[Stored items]
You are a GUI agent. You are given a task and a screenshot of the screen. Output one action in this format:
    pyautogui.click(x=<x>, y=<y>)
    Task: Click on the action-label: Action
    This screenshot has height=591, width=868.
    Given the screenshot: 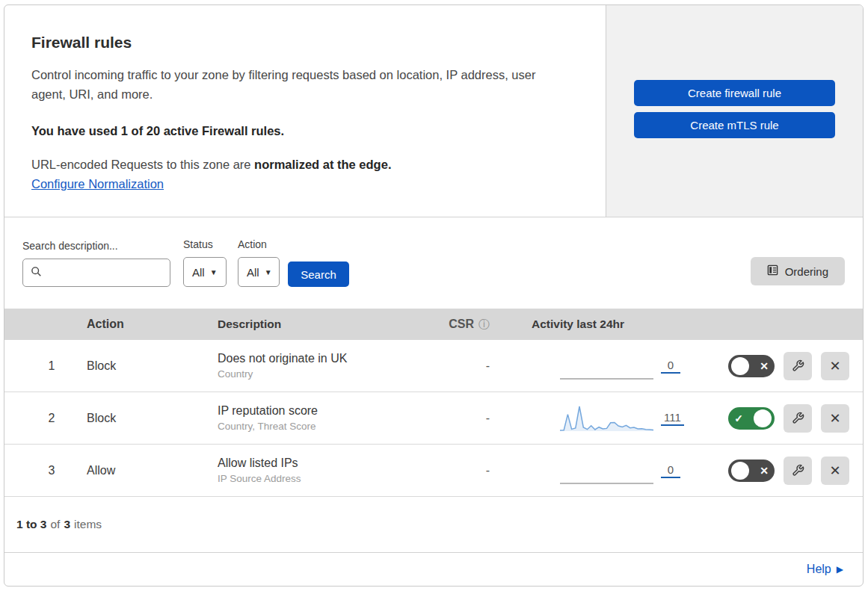 What is the action you would take?
    pyautogui.click(x=259, y=244)
    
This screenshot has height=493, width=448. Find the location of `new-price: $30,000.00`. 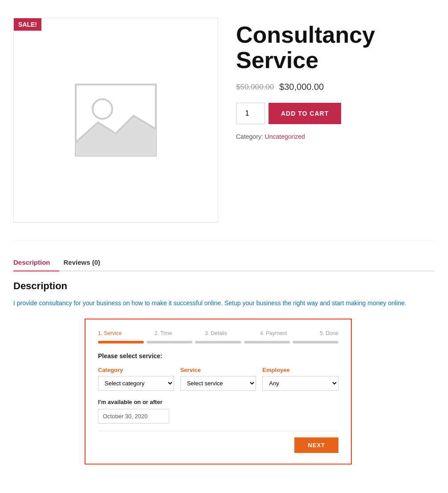

new-price: $30,000.00 is located at coordinates (301, 87).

> [What is needed]: Your output should consist solely of the lines from the line containing "This screenshot has height=493, width=448." through the end of the data above, copied exactly, with images removed.

> [Output of the task]:
This screenshot has height=493, width=448. Find the location of `new-price: $30,000.00`. 

new-price: $30,000.00 is located at coordinates (301, 87).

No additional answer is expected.